We became the Merseys. The B side of the McCoys version of ‘Fever’, which was the follow up to ‘Hang On Sloopy’, was a little country number called ‘Sorrow.’ We rearranged the vocal - ‘With your long blonde hair and your eyes of blue’ - I basically nicked off ‘Help,’ that type of singing. I used to do it in school, you know, singing in a round. It worked. When the Beatles heard it, they freaked and told us they loved it. Some later at the end of a session, George came over to us and said, ‘It’s weird seeing you in here today because I’ve just nicked one or your songs.’ We couldn’t understand what he was talking about and it wasn’t until another year or two later when ‘Yellow Submarine’ came out, and with it George’s song ‘It’s All Too Much.’ The song is similar to ‘Sorrow’ and near the end George sings ‘With your long blonde hair and your eyes of blue.’ We were all knocked out with that.

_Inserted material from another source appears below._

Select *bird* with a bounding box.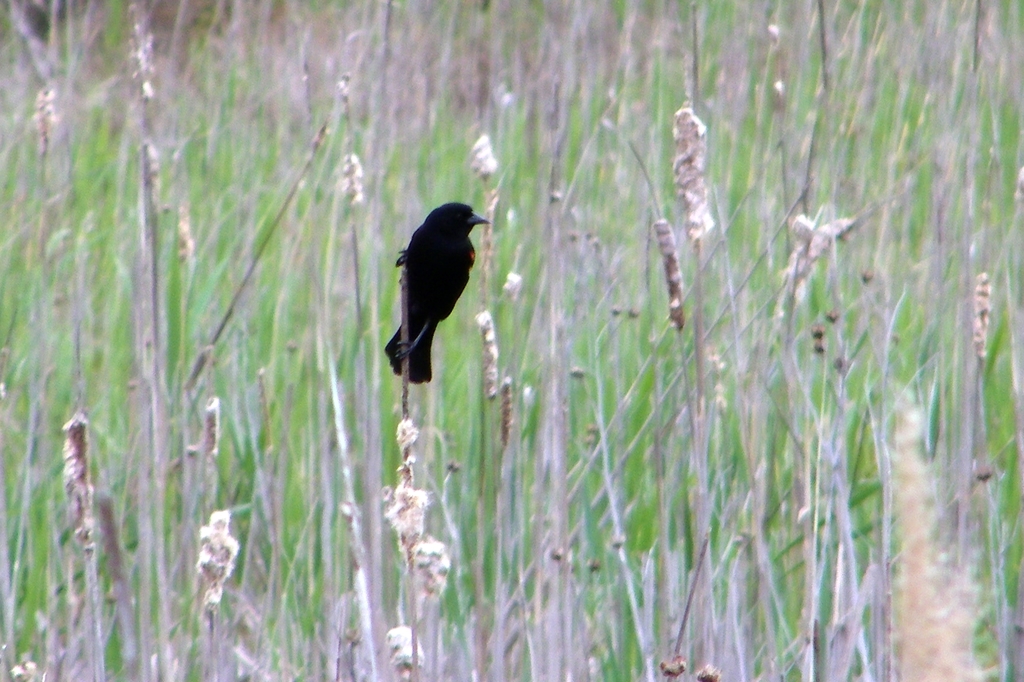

After we broke up, Tony spent some time playing as Tony Crane and the Merseybeats, and I formed Liverpool Express. A few months ago, a surgeon in Liverpool who was going to operate on my knee looked at my form, which said ‘William Ellis Kinsley - Musician,’ and the nurse said, ‘Oh, are you in a band? I said, ‘Yeah, I'm in the Merseybeats,’ and the surgeon looked at me, and looked at my name and said, ‘And Liverpool Express!’ It turns out that he’s Egyptian, and when he was in college in Cairo he and his buddies loved Liverpool Express. We were big everywhere, but we never got any royalties. Prince Charles requested us to play when he was attending a Liverpool Council event. We played three numbers. We got told we were meeting him after the show, so when we did the show we just wore our usual stage gear, but in the line-up afterwards we had to have dinner suits on with dicky bows. So we hired them from a friend of mine, a tailor in Liverpool, got measured up, and got changed. When we were standing in line, he said to us, ‘Well I think you should have bloody well not bothered!’ You know, getting changed. I said, ‘I wish you’d have told us that earlier, it would have saved us twenty guineas each’, and he laughed.

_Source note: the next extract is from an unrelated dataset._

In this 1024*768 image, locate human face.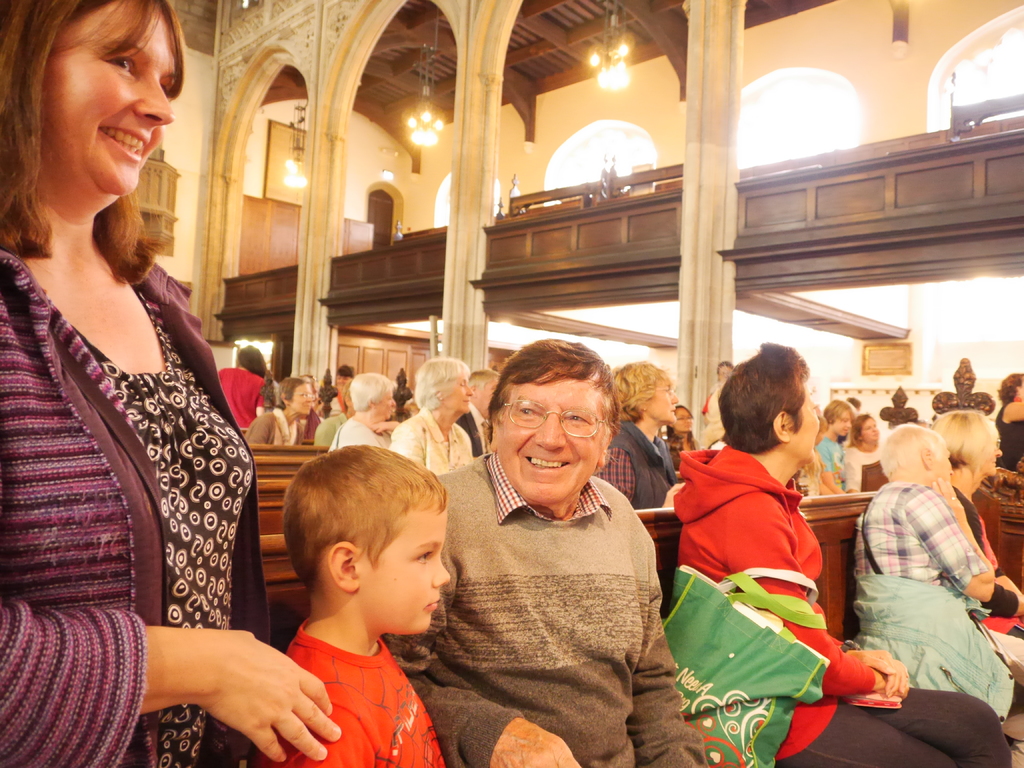
Bounding box: box(787, 385, 819, 465).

I have a photograph of us all laughing together. My Mum and Dad were there, and that was one of the highlights of their lives. They were from the generation who really respected the Royal Family, and they saw me singing to the future King. I'm still gigging with the Merseybeats and Liverpool Express, and there’s a brand-new boxed set of the best of Liverpool Express that has just come out, three CDs in one. Buy it now!”